[Zope3-dev] adaptation based on class rather than interface

Martijn Faassen faassen at infrae.com
Tue Nov 14 11:50:54 EST 2006


Martin Aspeli wrote:
> 
> 
> Martijn Faassen wrote:
>> Oh, I disagree. It's much nicer to be able to be able to start with 
>> adapting classes, and introduce interfaces later, where necessary. Often 
>> they're not. In fact it's already possible to adapt classes and register 
>> views for classes. In ZCML I believe there's some limitations with one 
>> directive or other (a bug), at least there was, but the component 
>> architecture has allowed this for a long time. We've been very happily 
>> using this in grok.
>>
> 
> I see your point of view - and I guess there is a balance here. However, I
> think that one of the big benefits we see in Zope2/CMF/Plone over "the old
> way" is that people seem to take interfaces more seriously now, and with
> them internal documentation. Having well-thought-out and well-documented
> interfaces encouages API stability and re-use and makes it easier to
> understand someone else's code. By contrast, we often end up with jungles of
> APIs and no-one can quite decide whether they're stable or not, when
> programmers are given no hooks on which to hang their design.

Yes, but with Plone and CMF and Zope 2 we already have a lot of existing 
classes, so it makes sense to introduce interfaces: it is more clear 
what they should be.

It's a lifecycle thing; early on in a project explicit interfaces may be 
overkill. If a project never grows beyond a certain size it might be 
permanent overkill, actually. Later on in a project where extensibility 
and explicit specification and programming by third parties and so on 
becomes important interfaces make lots of sense.

> Do as you wish, of course. I find that abstract discussions like this
> typically end up being a lot of talk over apparent disagreement that
> disappears when it comes down to practical design.

Of course. It's all a matter of tradeoffs. Disagreement does exist in 
practical design as well though. In particular, the Zope 3 explicit 
interfaces and components everywhere approach sometimes leads to 
overengineering where simple Python patterns would've done much better.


* Problem details *
All of the records below need to be written out exactly, but without the pictures.
■ ■ ■ ■ ■
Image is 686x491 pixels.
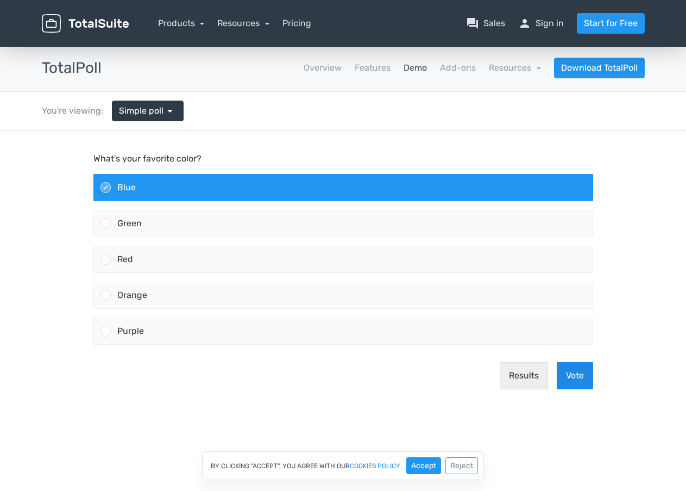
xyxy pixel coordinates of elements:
[42,60,102,77] h3: TotalPoll
[93,22,593,35] p: What's your favorite color?
[407,457,441,474] button: Accept
[518,17,564,30] a: personSign in
[202,451,484,480] div: By clicking "Accept", you agree with our .
[117,52,136,62] span: Blue
[350,463,401,469] a: cookies policy
[117,159,147,170] span: Orange
[304,61,342,74] a: Overview
[117,123,133,134] span: Red
[158,18,205,28] a: Products
[440,61,476,74] a: Add-ons
[500,232,548,259] button: Results
[466,17,505,30] a: question_answerSales
[112,101,184,121] a: Simple poll arrow_drop_down
[554,58,645,78] a: Download TotalPoll
[518,17,532,30] span: person
[577,13,645,34] a: Start for Free
[446,457,478,474] button: Reject
[466,17,479,30] span: question_answer
[42,14,129,33] img: TotalSuite for WordPress
[217,18,270,28] a: Resources
[355,61,391,74] a: Features
[489,63,541,73] a: Resources
[404,61,427,74] a: Demo
[164,104,177,117] span: arrow_drop_down
[117,88,142,98] span: Green
[42,104,112,117] div: You're viewing:
[557,232,593,259] button: Vote
[283,17,311,30] a: Pricing
[117,195,144,205] span: Purple
[119,104,164,117] span: Simple poll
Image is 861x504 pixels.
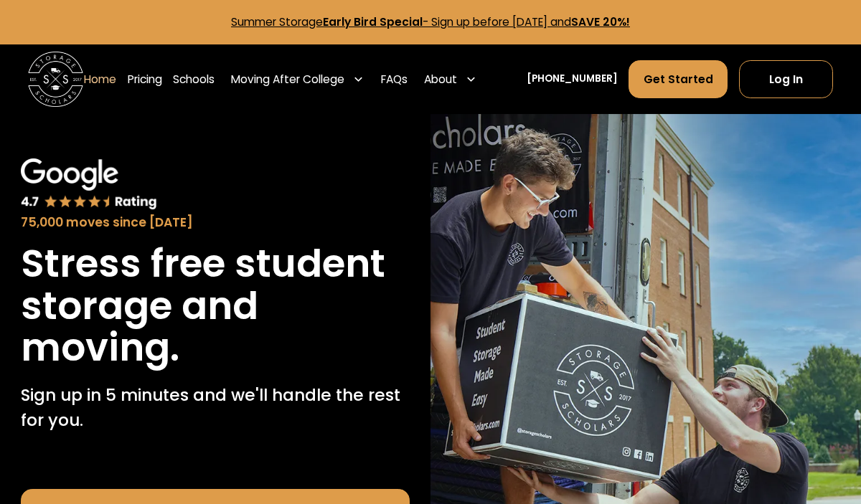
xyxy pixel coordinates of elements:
a: Pricing [127,59,162,98]
strong: SAVE 20%! [572,14,630,30]
a: Schools [173,59,214,98]
img: Storage Scholars main logo [28,52,84,108]
a: Get Started [629,60,728,98]
strong: Early Bird Special [323,14,423,30]
a: [PHONE_NUMBER] [527,72,618,86]
h1: Stress free student storage and moving. [21,243,411,370]
div: Moving After College [226,59,371,98]
div: 75,000 moves since [DATE] [21,213,411,231]
p: Sign up in 5 minutes and we'll handle the rest for you. [21,383,411,433]
div: About [424,71,457,88]
a: Log In [739,60,834,98]
a: Summer StorageEarly Bird Special- Sign up before [DATE] andSAVE 20%! [231,14,630,30]
a: Home [84,59,117,98]
a: FAQs [381,59,407,98]
img: Google 4.7 star rating [21,159,157,211]
div: Moving After College [231,71,345,88]
div: About [418,59,483,98]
■ ■ ■ ■ ■
* Response below *
Image is 686x491 pixels.
xyxy pixel coordinates of elements:
[42,60,102,77] h3: TotalPoll
[93,22,593,35] p: What's your favorite color?
[407,457,441,474] button: Accept
[518,17,564,30] a: personSign in
[202,451,484,480] div: By clicking "Accept", you agree with our .
[117,52,136,62] span: Blue
[350,463,401,469] a: cookies policy
[117,159,147,170] span: Orange
[304,61,342,74] a: Overview
[117,123,133,134] span: Red
[158,18,205,28] a: Products
[440,61,476,74] a: Add-ons
[500,232,548,259] button: Results
[466,17,505,30] a: question_answerSales
[112,101,184,121] a: Simple poll arrow_drop_down
[554,58,645,78] a: Download TotalPoll
[518,17,532,30] span: person
[577,13,645,34] a: Start for Free
[446,457,478,474] button: Reject
[466,17,479,30] span: question_answer
[42,14,129,33] img: TotalSuite for WordPress
[217,18,270,28] a: Resources
[355,61,391,74] a: Features
[489,63,541,73] a: Resources
[404,61,427,74] a: Demo
[164,104,177,117] span: arrow_drop_down
[117,88,142,98] span: Green
[42,104,112,117] div: You're viewing:
[557,232,593,259] button: Vote
[283,17,311,30] a: Pricing
[117,195,144,205] span: Purple
[119,104,164,117] span: Simple poll
Image is 861x504 pixels.
xyxy pixel coordinates of elements:
a: Pricing [127,59,162,98]
strong: SAVE 20%! [572,14,630,30]
a: Schools [173,59,214,98]
img: Storage Scholars main logo [28,52,84,108]
a: Get Started [629,60,728,98]
strong: Early Bird Special [323,14,423,30]
a: [PHONE_NUMBER] [527,72,618,86]
h1: Stress free student storage and moving. [21,243,411,370]
div: Moving After College [226,59,371,98]
div: 75,000 moves since [DATE] [21,213,411,231]
p: Sign up in 5 minutes and we'll handle the rest for you. [21,383,411,433]
div: About [424,71,457,88]
a: Log In [739,60,834,98]
a: Summer StorageEarly Bird Special- Sign up before [DATE] andSAVE 20%! [231,14,630,30]
a: Home [84,59,117,98]
a: FAQs [381,59,407,98]
img: Google 4.7 star rating [21,159,157,211]
div: Moving After College [231,71,345,88]
div: About [418,59,483,98]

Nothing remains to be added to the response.